At two hours, Storm Children, Book One is short in comparison to other works by Lav Diaz, who here films life in the aftermath of a major typhoon on the coast of the Philippines. Amid the devastation—beached boats, flattened buildings, and buried debris—people are in constant, industrious motion. The children, especially, illuminate what has happened to their community; when they are shown spontaneously climbing and diving off the abandoned ships into the sea, their playful actions bring a sense of revival.
Shirley Clarke’s 1962 feature film The Connection, newly restored as part of Milestone Films’ Project Shirley, is based on a play within a play—a theater piece about a group of drug addicts, some real jazz musicians, who are waiting for a drug connection. It is presented here, along with two programs of Clarke’s short dance and experimental films, in a salute to her influence on American independent filmmaking, Clarke’s adaptation of The Connection was written as a commentary on cinema vérité documentary traditions of the time. (The two shorts programs will be introduced by Dennis Doros, co-owner of Milestone Films.)

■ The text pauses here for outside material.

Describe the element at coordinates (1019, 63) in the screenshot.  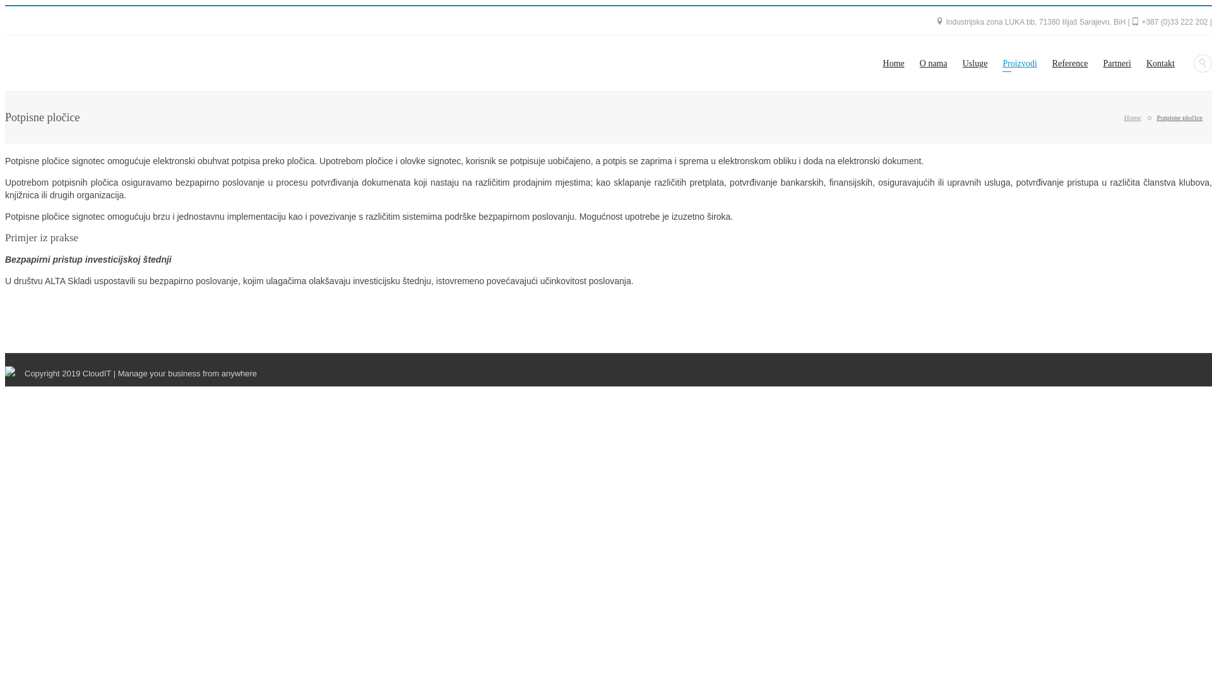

Domino Effect. 2014. Germany/Poland. Directed by Elwira Niewiera, Piotr Rosołowski. Courtesy of zero one film
A dramatic offering that uses documentary strategies, Elwira Niewiera and Piotr Rosołowski’s The Domino Effect tells an emotionally charged story about a newly married couple—he is Abkhazian and she is Russian. Their relationship is similar to the suspended status of Abkhazia, currently unrecognized by most of the nations of the UN and economically bound by its relationship to Russia. The Abkhazian war hero, now a sports minister in his country, is plagued by memories of war deeds; his Russian wife cannot escape her outsider status, nor the insularity of Abkhazian culture.

Haze and Fog. 2013. China. Directed by Cao Fei. Courtesy of the filmmaker and Vitamin Creative Space
The many hauntings in this year’s Documentary Fortnight culminate in Cao Fei’s Haze and Fog, which torments its characters with actual zombies. The title, a reference to the polluted air of Beijing, is an apt metaphor for the blindness of society in general. The story focuses on a middle class apartment complex in which the inhabitants, messengers, and maids—a true cross-section of Beijing society—exist in lonely isolation. That is, until the walking dead emerge onto the scene.
A playlist of Documentary Fortnight film trailers is available on MoMA’s YouTube channel.